Played Montgomery Scott (chief engineer of the protagonists’s spaceship) in the series. This is what is called a xenolalia, or imitation of foreign speech without structure, and as in other examples of artistic languages, the first pillar in the creation of Klingon. This project reappears in Star Trek III: The Search for Spock, 1984, now as a language consolidated by the linguist Marc Okrand, who had already developed another linguistic system within Star Trek, the Vulcano. At first, Okrand was based on the proper names and sounds that had already appeared throughout the series.

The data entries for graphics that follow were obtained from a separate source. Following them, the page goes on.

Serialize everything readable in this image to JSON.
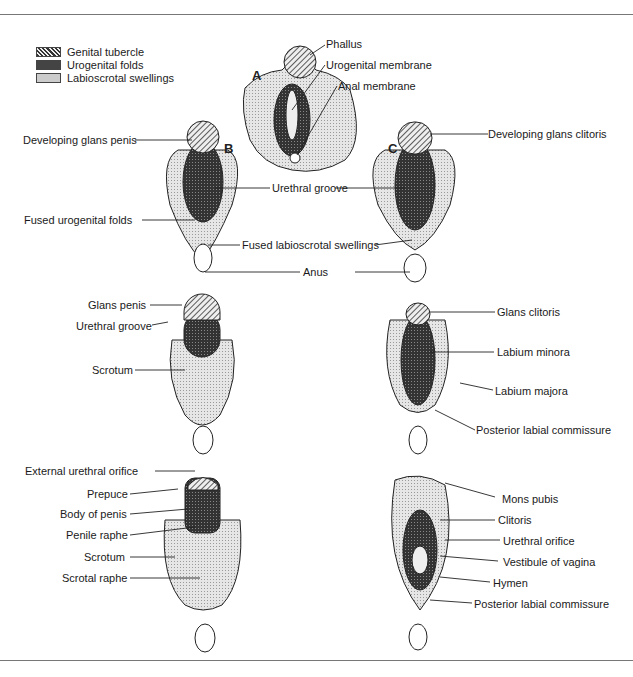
{
  "legend": [
    {
      "label": "Genital tubercle",
      "pattern": "diagonal-hatch"
    },
    {
      "label": "Urogenital folds",
      "pattern": "dark-crosshatch"
    },
    {
      "label": "Labioscrotal swellings",
      "pattern": "light-stipple"
    }
  ],
  "panels": {
    "A": "A",
    "B": "B",
    "C": "C"
  },
  "labels": {
    "phallus": "Phallus",
    "urogenital_membrane": "Urogenital membrane",
    "anal_membrane": "Anal membrane",
    "developing_glans_penis": "Developing glans penis",
    "developing_glans_clitoris": "Developing glans clitoris",
    "urethral_groove_mid": "Urethral groove",
    "fused_urogenital_folds": "Fused urogenital folds",
    "fused_labioscrotal_swellings": "Fused labioscrotal swellings",
    "anus": "Anus",
    "glans_penis": "Glans penis",
    "urethral_groove_male": "Urethral groove",
    "scrotum_1": "Scrotum",
    "glans_clitoris": "Glans clitoris",
    "labium_minora": "Labium minora",
    "labium_majora": "Labium majora",
    "posterior_labial_commissure_1": "Posterior labial commissure",
    "external_urethral_orifice": "External urethral orifice",
    "prepuce": "Prepuce",
    "body_of_penis": "Body of penis",
    "penile_raphe": "Penile raphe",
    "scrotum_2": "Scrotum",
    "scrotal_raphe": "Scrotal raphe",
    "mons_pubis": "Mons pubis",
    "clitoris": "Clitoris",
    "urethral_orifice": "Urethral orifice",
    "vestibule_of_vagina": "Vestibule of vagina",
    "hymen": "Hymen",
    "posterior_labial_commissure_2": "Posterior labial commissure"
  }
}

I did not plan to make a complete language but only terms and expressions that were useful for the script. Therefore, its main objective was that phonetics do not seem at all to that of human languages and, nevertheless, pronounceable for actors. He ended up choosing a wide range of guttural noises, difficult to pronounce and understand. In fact, Okrand himself had to help actors learn their lines. It was not until later, after the success obtained by the Klingon and for the pressure of the fan phenomenon, which Okrand decided to elaborate a complex and consolidated linguistic system. 

Much of the lexicon refers to war concepts, since it is an important factor of the fictitious culture of the Klingon and, as an anecdote, Okrand decided that the pronunciation errors committed by the actors would become colloquialism. Despite the great difficulty it presents, Klingon is a very popular phenomenon among the numerous fans of the Star Trek title. This fame, propelled through the Internet, has turned the Klingon into an icon and has allowed, despite being a language born with artistic purposes, gradually becomes something more practical: a Klingon Language Institute has been founded (founded in 1992), in which a language level degree can be obtained through an exam. 

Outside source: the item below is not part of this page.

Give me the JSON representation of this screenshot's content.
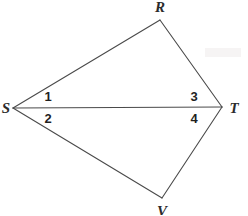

In addition, cultural projects such as the translation of Hamlet have been developed and the language appears regularly in series such as The Big Bang Theory. Both grammar and vocabulary are registered in Okrand works and the Klingon Dictionary. Tolkien’s elphic languages: Tolkien has the merit of being the precursor of artificial languages used in fiction, and we are not talking about expressions or terms, but of more than 14 complex systems in his grammar and phonetics, all of them designed forUse only in the author’s universe in order to make civilizations that coexist in this more realistic and tangible. Although he invented languages for orcs, dwarves, humans and hobbits, those of the elves became the most popular. 

Siandarin (common elphic) and Quenya (cultivic cult) were the most prominent, mostly due to the success of the cinematographic adaptations of the Lord of the Rings and the Hobbit. These languages are present throughout Tolkien’s work, and they supposed an important influence, possibly being their popularity the root of the abundance of fictitious languages in the subsequent fantasy literature. They are designed to convey beauty, calm and harmony in their phonetics. Tolkien argued that, by the framework of his work, his characters could not use English. However, it was based on English to devise a language common to all civilizations, the Westron, which was preferred by all races except elves.  Quenyya arose as a result of Tolkien’s interest in the Finnish language, which influenced the structure of the system. 

conclusion

Sse be influenced by Latin and Greek: it is a flexive and also binding language. To introduce an example: Hautanyel ("I stop you") is made up of hauta (stop) and the flexive morphemes NYE ("I") and L, ("te"). How are morphemes and monets express? The Sindarin, something different in search of a less refined sound, is more based on the Welshman, from which the phoneme / ə / and certain consonant groups was extracted. Even so, he shares features with Quenya as the abundance of liquid and nasal consonants and the usual presence of several vowels together as in Aearon ("Ocean"). By baseing their systems in these languages, Tolkien managed to be European appearance languages, which are relatives for Westerners, but with a softness very typical of the invented culture to which they belong.